It has been some years since my last blog on gardening and my little garden continues to be re-invented from time to time. Over the COVID years, I built raised beds in whatever space I could find with the idea of growing edible crops for our neighbours during the isolation periods. It didn’t quite work out that way so the raised beds were dismantled.

I had two problems, both affecting me around the same time. My garden is tiny and I tend to grow fruit and vegetables in containers. I managed well when I first began but my neighbour allowed me to use part of his garden for my pots so I could increase growing. Unfortunately, as my neighbour became ill, his family were planning on selling his home, so needed to fence off his garden and I would therefore lose the use of it. After some heavy work moving containers and clearing the space, then reorganising within my own garden, a dispute arose over boundaries. The containers had to be removed yet again until the boundary issue was settled and the fence erected.
Problem number two was when my other neighbour decided to reclaim his garden. In more than 20 years, care of the front garden was left to the other neighbours and when my new neighbour moved in four years previously, he had no interest in his garden and he allowed me to carry on – until I returned from a holiday and received a letter saying from immediate effect, he was taking his garden back and I could remove any plants I wanted to keep. Many of the plants were well established and I had no room elsewhere for them so I advertised locally for new homes for them, providing whoever wanted them had to dig them up themselves.

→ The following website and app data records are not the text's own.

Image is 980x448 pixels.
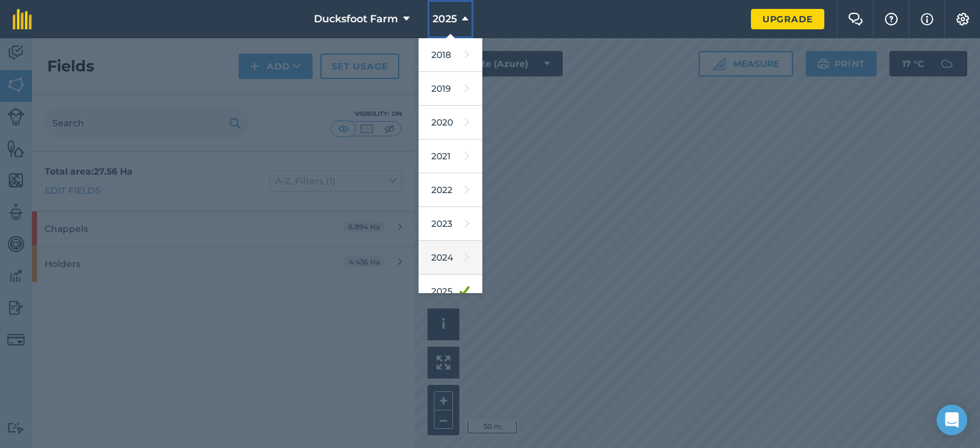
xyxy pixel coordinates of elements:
a: 2022 [419,174,483,207]
span: 2025 [433,12,457,26]
img: A cog icon [955,13,971,25]
img: A question mark icon [884,13,900,25]
a: 2021 [419,139,483,174]
span: Ducksfoot Farm [314,12,398,26]
a: 2023 [419,207,483,241]
div: Open Intercom Messenger [937,405,967,435]
a: 2025 [419,274,483,309]
a: 2024 [419,241,483,274]
a: 2019 [419,73,483,106]
img: fieldmargin Logo [13,9,32,29]
img: svg+xml;base64,PHN2ZyB4bWxucz0iaHR0cDovL3d3dy53My5vcmcvMjAwMC9zdmciIHdpZHRoPSIxNyIgaGVpZ2h0PSIxNy... [921,12,934,26]
a: 2018 [419,38,483,73]
img: Two speech bubbles overlapping with the left bubble in the forefront [849,13,863,25]
a: 2020 [419,106,483,139]
a: Upgrade [751,9,825,29]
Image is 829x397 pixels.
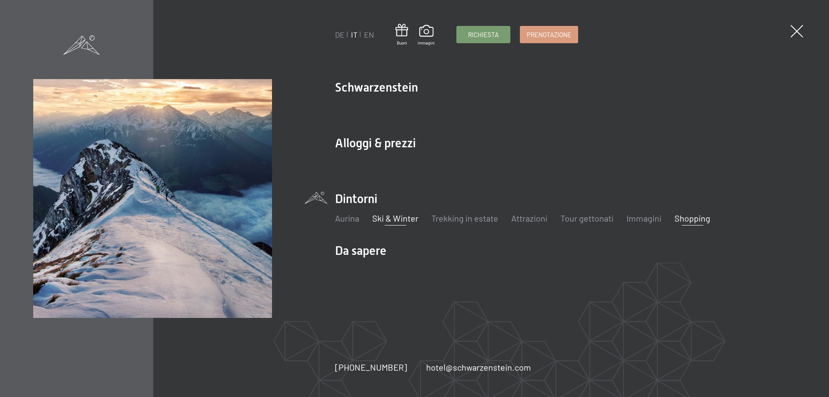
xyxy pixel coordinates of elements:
a: Trekking in estate [431,213,498,223]
a: Immagini [417,25,435,46]
a: IT [351,30,357,39]
a: Immagini [626,213,661,223]
a: Prenotazione [520,26,577,43]
a: Tour gettonati [560,213,613,223]
a: Buoni [395,24,408,46]
a: [PHONE_NUMBER] [335,361,407,373]
span: Immagini [417,40,435,46]
a: Shopping [674,213,710,223]
a: Ski & Winter [372,213,418,223]
a: Aurina [335,213,359,223]
a: Attrazioni [511,213,547,223]
span: Prenotazione [527,30,571,39]
span: [PHONE_NUMBER] [335,362,407,372]
a: Richiesta [457,26,510,43]
span: Richiesta [468,30,499,39]
span: Buoni [395,40,408,46]
a: EN [364,30,374,39]
a: hotel@schwarzenstein.com [426,361,531,373]
a: DE [335,30,344,39]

The garden had been invaded by couch grass and the cheapest way I knew of tidying it up was to layer cardboard, landscape fabric and bark.
It was soul destroying to see these plants go elsewhere but at least most of them found good homes. My Agapanthus was still recovering from the last time I had to split it, but it was a magnificent plant. It’s new adoptive owners took half the root and I divided the other half amongst friends. Sadly the shoots I kept were killed of in the Spring frost. The new owners of the other half have reported their many shoots are all growing well. Unfortunately I had to buy a replacement.

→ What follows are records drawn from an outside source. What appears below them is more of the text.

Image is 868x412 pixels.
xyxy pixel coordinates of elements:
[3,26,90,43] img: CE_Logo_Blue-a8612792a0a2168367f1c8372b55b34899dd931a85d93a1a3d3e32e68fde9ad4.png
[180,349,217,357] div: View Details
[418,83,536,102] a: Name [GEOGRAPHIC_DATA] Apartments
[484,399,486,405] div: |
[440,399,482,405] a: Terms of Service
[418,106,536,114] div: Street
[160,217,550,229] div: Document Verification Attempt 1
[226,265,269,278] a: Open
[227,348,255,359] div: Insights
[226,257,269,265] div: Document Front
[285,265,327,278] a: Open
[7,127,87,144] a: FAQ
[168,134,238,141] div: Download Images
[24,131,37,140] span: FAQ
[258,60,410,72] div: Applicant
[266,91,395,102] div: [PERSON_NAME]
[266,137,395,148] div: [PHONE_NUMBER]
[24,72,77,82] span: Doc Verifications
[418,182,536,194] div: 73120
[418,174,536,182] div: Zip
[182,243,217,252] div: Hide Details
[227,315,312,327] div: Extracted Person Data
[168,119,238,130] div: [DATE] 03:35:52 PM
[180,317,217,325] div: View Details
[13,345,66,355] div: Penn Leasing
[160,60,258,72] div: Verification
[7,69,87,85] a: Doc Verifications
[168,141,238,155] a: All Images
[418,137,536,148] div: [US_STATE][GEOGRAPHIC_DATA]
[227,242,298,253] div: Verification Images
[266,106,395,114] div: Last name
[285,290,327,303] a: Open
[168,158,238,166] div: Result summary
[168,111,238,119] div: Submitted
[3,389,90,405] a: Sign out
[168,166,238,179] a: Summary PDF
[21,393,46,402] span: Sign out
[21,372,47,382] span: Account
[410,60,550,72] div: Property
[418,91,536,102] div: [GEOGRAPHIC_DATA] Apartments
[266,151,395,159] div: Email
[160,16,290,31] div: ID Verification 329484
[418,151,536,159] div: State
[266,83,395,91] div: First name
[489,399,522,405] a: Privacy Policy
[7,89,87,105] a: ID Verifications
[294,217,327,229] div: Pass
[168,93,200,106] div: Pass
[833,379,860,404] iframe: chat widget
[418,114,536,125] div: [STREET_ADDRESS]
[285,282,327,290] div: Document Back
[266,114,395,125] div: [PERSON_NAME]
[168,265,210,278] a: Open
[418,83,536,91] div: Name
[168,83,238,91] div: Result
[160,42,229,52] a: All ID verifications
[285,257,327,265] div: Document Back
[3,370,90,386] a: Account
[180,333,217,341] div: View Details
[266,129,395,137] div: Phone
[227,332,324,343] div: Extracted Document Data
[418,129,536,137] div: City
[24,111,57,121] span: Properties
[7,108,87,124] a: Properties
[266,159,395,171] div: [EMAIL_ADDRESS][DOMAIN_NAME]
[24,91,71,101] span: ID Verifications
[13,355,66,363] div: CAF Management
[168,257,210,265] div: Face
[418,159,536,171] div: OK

I am quite happy to turn the clock back and go back to the beginning. It is quite a challenge again. I’ve also had to reduce the containers, as I was given a garden arch in a gift. Initially it was to replace my old garden arch which had collapsed, leaving it topless. However, the new arch was nothing like it and much too small so it has replace a couple of containers and is now an arbour with my garden seat in it. My reduction in growing vegetables has been replaced with a collection of herbs.
My work in the garden is now limited due to health issues but going back to the beginning is the ideal solution. Part of the garden and pond is almost untouched but they will die down for winter and in the Spring, it’s a quick tidy up before it becomes inaccessible again. It’s a haven for wild life and I’m accepting all the creatures we would normally kill or poison as allies in the garden. Even slugs and snails live in my patch, I just need to keep susceptible plants out of their reach. Plant a pot of something they like might just keep them busy and away from my plants.
In the beginning, I brought my arch with me when I moved house. It was now at the side door of the garage I had. When the garage was removed and a new shed built, the arch found it’s new life over the path. It’s probably about thirty years old, but time and weather started taking its toll and slowly the joints started to separate. The top of it eventually collapsed and I refused to let the sides be removed, so it stood like the Pillars of Hercules until I found an abandoned piece of trellis to rest of the top to provide a support for my climbing ‘Handle’ rose.

The benefit of a small garden is that it’s easy to reinvent again. The neighbour’s family who caused some trouble with disputed fencing has given me his little greenhouse. Our local community have a ‘Gardener’s Corner’ which I help to supply with my excess plants so besides my own greenhouse, I now have a cosy corner, which is handy to store compost and seedlings.

In the meantime, the front garden has been left to grow wild, the conifers are no longer getting trimmed so are getting bigger. The grass and weeds are in an untidy jumble and plants which I kept under control before, are freely self seeding and spreading into other gardens. The neighbour’s idea was to turn the front garden into a car park but I see it as an invasion of privacy as it’s a large car and would need to park inches from my window.